In 1962, less than six decades after the invention of powered flight, 18 years after a German V-2 rocket became the first human object to reach outer space, and only months since the Soviet Union had sent a man into orbit, President John F. Kennedy announced: “We choose to go to the moon.”

It was at least in part a vanity project, albeit the most audacious and exciting in history. It called for unparalleled human intelligence, which sparked invention and ingenuity, and left them as its legacy.

But the future has a habit of never quite turning out as planned. When President Kennedy made his pledge, the race to the moon was the future. Once reached, it quickly became the past. The Apollo project conquered and then quietly expired, dying intestate.

A year before Neil Armstrong declared, “The Eagle has landed,” moviegoers were transfixed by 2001: A Space Odyssey, and its visions of moon bases and orbiting space stations, where you could stay at a Hilton hotel after arriving on a Pan Am rocket. Apollo 11 was surely to be the first, small step in mankind’s giant leap into space.

The future, however, has not been about ever bigger rockets, but increasingly smaller electronics. The Machine Age did not give way to a new age of even larger machines. At the start of the recent documentary Apollo 11, the Saturn V rocket is moved to its landing pad by a breathtakingly gargantuan tracked vehicle, the 6,000,000-pound crawler-transporter, still the largest self-powered vehicle in the world. The scene is awe-inspiring. Nobody watching today says, gosh, imagine when this was unusual.

Rocket technology has also barely changed in the last 50 years. Ditto the internal-combustion engines in our cars and the roads they drive on, the power plants electrifying our cities, the pipes carrying water to our homes and waste out and the design and speed – not supersonic – of our airliners.

A lot of physical stuff in the early 21st century looks nothing like 2001. It still looks rather a lot like 1969.

Where radical and rapid change has come is in computing. That smartphone in your pocket has more computing power than NASA had to guide Apollo 11. We may have no colonies on Mars, but you can access the entire storehouse of human knowledge and experience, including just about anything ever written, recorded, photographed or filmed, whether brilliant, banal or vulgar, from a hand-held device costing less than a 1969 television.

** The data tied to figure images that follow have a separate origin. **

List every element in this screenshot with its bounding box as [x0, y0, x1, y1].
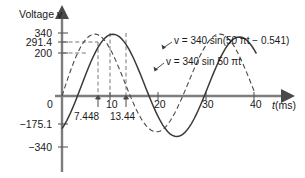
- equation-label-solid: v = 340 sin(50 πt − 0.541): [174, 36, 289, 46]
- y-tick-label-200: 200: [9, 48, 52, 59]
- y-tick-label-291-4: 291.4: [9, 37, 52, 48]
- x-axis-title-unit: (ms): [275, 99, 296, 111]
- x-tick-label-30: 30: [202, 99, 214, 110]
- x-tick-label-20: 20: [154, 99, 166, 110]
- annotation-t-7-448: 7.448: [74, 112, 99, 122]
- voltage-waveform-figure: Voltage v 340 291.4 200 −175.1 −340 0 10…: [0, 0, 305, 178]
- x-axis-title: t(ms): [272, 100, 296, 111]
- x-tick-label-10: 10: [106, 99, 118, 110]
- annotation-t-13-44: 13.44: [110, 112, 135, 122]
- x-tick-label-40: 40: [250, 99, 262, 110]
- y-axis-title: Voltage v: [19, 9, 62, 20]
- equation-label-dashed: v = 340 sin 50 πt: [166, 57, 241, 67]
- y-axis-title-text: Voltage v: [19, 8, 62, 20]
- y-tick-label-neg-340: −340: [3, 142, 52, 153]
- origin-label: 0: [47, 99, 53, 110]
- y-tick-label-neg-175-1: −175.1: [3, 119, 52, 130]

On the landing craft’s descent to the lunar surface, the on-board computer repeatedly crashed. The cause was human error; Buzz Aldrin basically forced it to run too many apps at the same time. But the computer rebooted itself and did much of the work of piloting to a safe landing. Computing is probably the biggest legacy of the Apollo program. In addition to all the marvels and distractions of the information age, even our machines now depend on the computers inside them. Like the Eagle, jet airliners are now mostly flown by their software.

“Here men from the planet Earth first set foot upon the Moon, July 1969 A.D.,” reads the plaque that Apollo 11 left behind. “We came in peace for all mankind.”

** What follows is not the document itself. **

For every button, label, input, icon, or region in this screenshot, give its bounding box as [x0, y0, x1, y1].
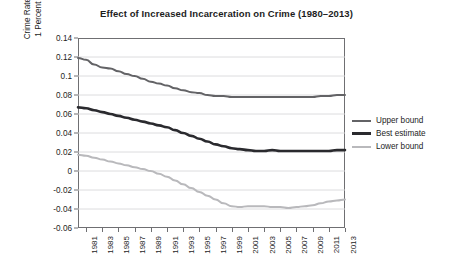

They may have come in all our names, but one country sent them there. It was the peak of the American Century. The United States of America saw itself as the incarnation of the Whig theory of history; the land of ever-onward and upward, the country that thought it could do anything and where anything was possible. Vietnam, stagflation and all that followed did that in.

Today’s “Make America Great Again” hats bookend that moment, as markers of insecurity staring back, uncomprehending, at a time of confidence. Our Eagle has not yet landed, and we are still experiencing the effects of weightlessness.

Getting to the moon was human intelligence at its highest. But the impulse to go came from somewhere lower in the brain stem. In his speech announcing the moon race, President Kennedy said that people would wonder: Why? He invoked the urge to discover and to do what has not been done, and the eternal drive to compete and win.

He closed with a quote from British explorer George Mallory. When asked why he wanted to be the first to climb Mount Everest, he offered the most human answer: “Because it is there.”